Beder, H., & Medina, P. (2001). Classroom Dynamics in Adult Literacy Education. Boston, MA: National Center for the Study of Adult Learning and Literacy.
Bingman, B. (20 November 2000). Personal communication. Knoxville, TN: Center for Literacy Studies, The University of Tennessee.
Bosworth, K., & Hamilton, S. (eds.) (1994). Collaborative Learning: Underlying Processes and Effective Techniques. San Francisco: Jossey-Bass.
Cross, K. P. (1971). Beyond the Open Door: New Students to Higher Education. San Francisco: Jossey-Bass.
Cross, K. P. (1981). Adults as Learners. San Francisco: Jossey-Bass.
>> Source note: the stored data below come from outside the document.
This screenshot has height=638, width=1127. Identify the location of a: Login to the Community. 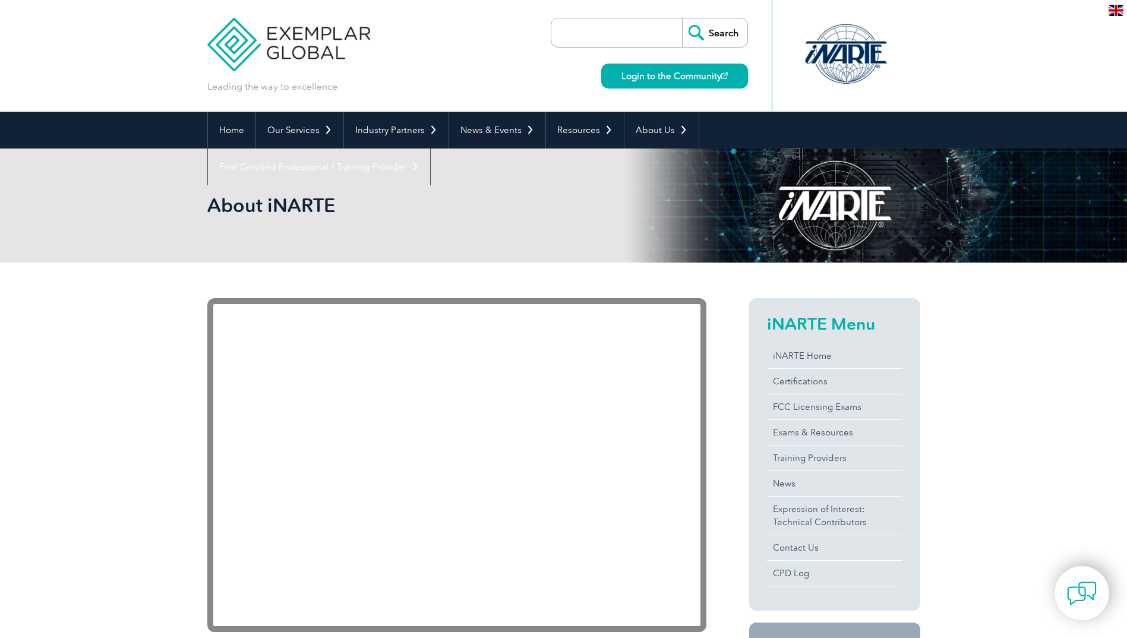
(674, 76).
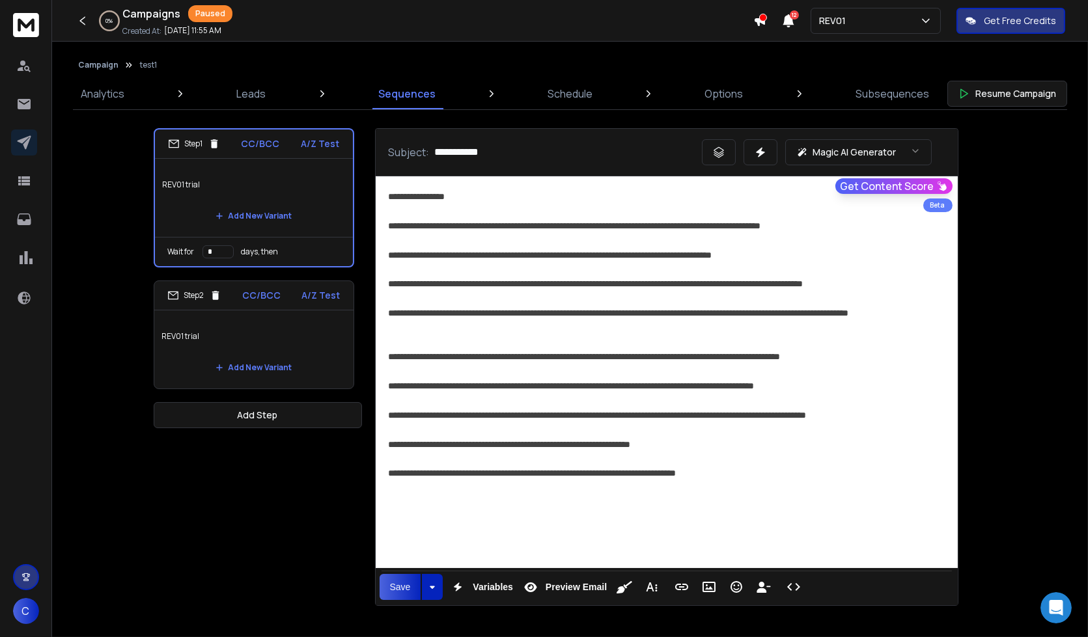 The width and height of the screenshot is (1088, 637). I want to click on div: Step 2, so click(194, 296).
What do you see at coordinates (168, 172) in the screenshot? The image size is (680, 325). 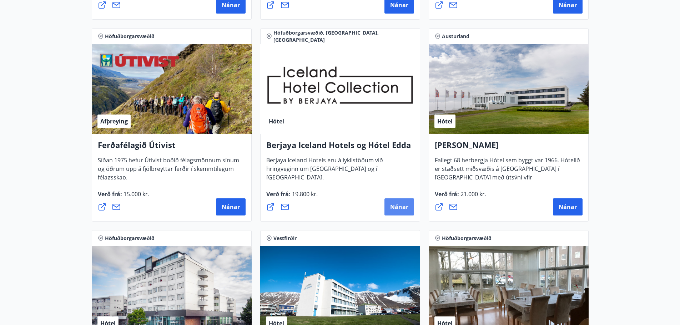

Garner, B. (January 2001). Personal communication. Boston, MA: World Education.
Hamilton, S. J. (1994). "Freedom transformed: Toward a developmental model for the construction of collaborative learning environments." In K. Bosworth & S. J. Hamilton (eds.), Collaborative Learning: Underlying Processes and Effective Techniques (pp. 93-101). San Francisco, CA: Jossey-Bass.
Kegan, R. (1982). The Evolving Self: Problems and Process in Human Development. Cambridge, MA: Harvard University Press.
Kegan, R. (1994). In Over Our Heads: The Mental Demands of Modern Life. Cambridge, MA: Harvard University Press.
Knowles, M. S. (1970). The Modern Practice of Adult Education. New York: Association Press.
Knowles, M. S. (1975). Self-Directed Learning. New York: Cambridge Book Co.
Pedersen, J. E., & Digby, J. E. (1995). Secondary Schools and Cooperative Learning: Theories, Models, and Strategies. New York, NY: Garland Publishing, Inc.
Trimbur, J. (1993). Keynote address. Address to the Indiana University Colloquium on Collaborative Learning, Indianapolis, March 5, 1993.
About the Authors
The NCSALL Adult Development Research Group is based at the Harvard Graduate School of Education (HGSE), Cambridge, MA.
Eleanor Drago-Severson is a Research Associate at NCSALL and Postdoctoral Fellow at HGSE.
Deborah Helsing is a doctoral student at HGSE and a Research Assistant at NCSALL.
Robert Kegan is Professor of Education in the field of Adult Learning and Professional Development.
Nancy Popp is a Research Associate at NCSALL.
Maria Broderick is a Research Associate at NCSALL.
Kathryn Portnow is a Research Associate at NCSALL and Postdoctoral Fellows at HGSE.